Java, Go and C# (and node) have very similar performance, e.g. https://benchmarksgame-team.pages.debian.net/benchmarksgame/.... For all of them, the key to writing high performance code is avoiding allocations and boxing. Go and C# both do this slightly better than Java, but in most domains where these languages are used, this is not a big difference (and this is where you might use C/C++/Rust instead). I've found Go to be more verbose than Java, but I haven't used Go much since generics were released.
Not really, just do a rolling deployment like you should be doing anyway. No one cares if the new version takes 1 millisecond to start up or 3 seconds because they literally won't notice.
If your Java app takes half a minute to initialise it's the app's problem, not Java. Modern Java frameworks have moved from a dynamic deployment model to statically compiled and can start in milliseconds.
(for example, see the benchmarks on https://quarkus.io/blog/runtime-performance/)
Hardly, it's a fantastic guardrail when combined with health checks. You can say "you don't need it", but everyone makes mistakes sometimes. Make those mistakes not matter. You also take backups, right? Same idea.
It has a non-zero cost though, which is why I don't like it.
Things go wrong with the "roll" for example.
You have potentially two versions of your code running against the same DB for some time.
Stop -> deploy code -> start is simpler and less likely to go wrong.
JVM startup times make using it in Lambda or scaling container clusters awkward. Scaling can't happen fast enough for traffic spikes when the startup time and cold start performance is crap.
You exec a process expecting it to begin operating, providing some networked service, in a reasonable time. Instead it doesn't do that. It spends tens of seconds, sometimes minutes, running JIT and other sundry startup overhead.
You may not have seen this if you haven't used Scala...
Genuinely curious, what kind of application are you running? Which JVM are you using? Are you aggressively GC tuning? Very low on memory? I've used Scala from 2.8 up to 3.0, for microservice systems, monoliths, data pipelines, machine learning (way back), desktop apps for research using Swing, an Android app (worst idea ever), highly imperative to very functional, and I don't think I've ever seen anything remotely as bad as that even on genuinely big codebases. Hundreds of ms, sure, but minutes just getting the JVM up and running? I can see how that would be problematic.
Ok, so to expand: applications that I've been responsible for from the beginning have not had long start up times. Where I've seen it is with other folks applications where I was hired as a consultant to look at performance.
The most recent example was a Scala monolith. It had to use JVM 1.8 because <reasons> prevented migration to 11 (tried quite hard, but never succeeded). GC tuning doesn't really apply when considering start up delay, but yes it had been tuned over the years. Memory was not limited. The application, mainly due to Scala, had tens of thousands of classes. They all seemed to get JIT'ed on start up, which was the primary reason for the slow start up. People involved (who had come from heavy Scala shops like Twitter) seemed to think it was normal.

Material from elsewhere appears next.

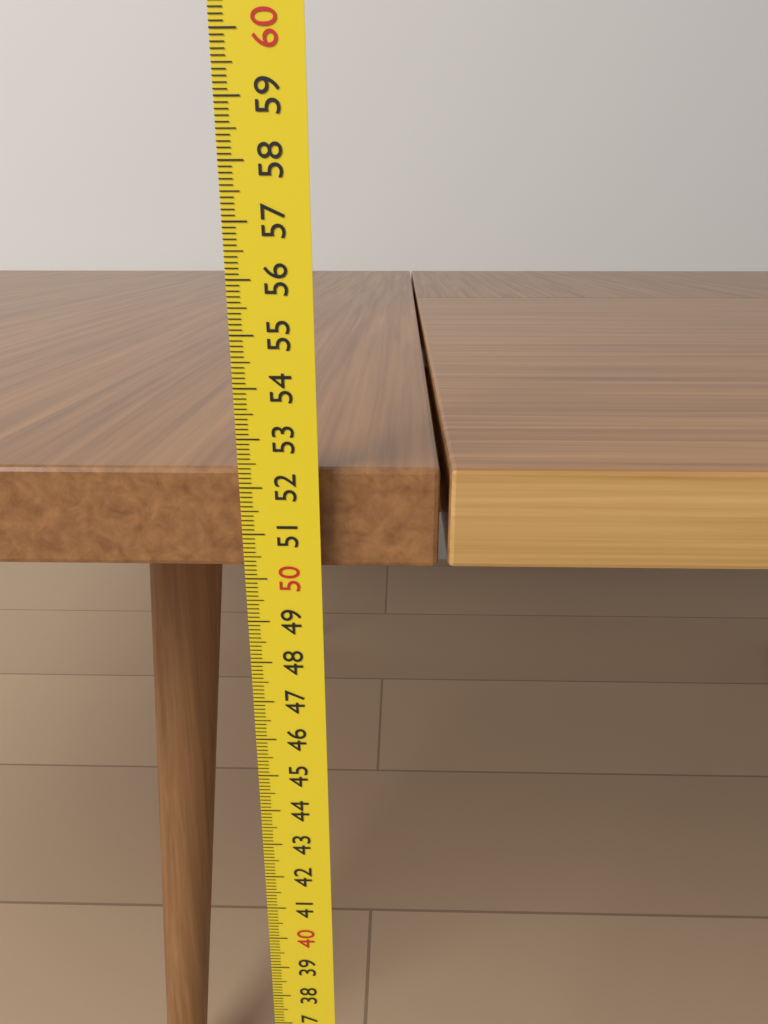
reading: 52.3 cm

Yeah, Scala is absurdly bad for startup time because of poor modularization of the standard library. It's a decent language with a terrible standard library.
Whatever the absolute merits (or lack of them) of Go, the fact is that if it's a good (enough) option for you, then it's almost certain that some language will fit your problem better than Rust.
I think if you would choose Java or Python or C#, then Rust might not be the right choice.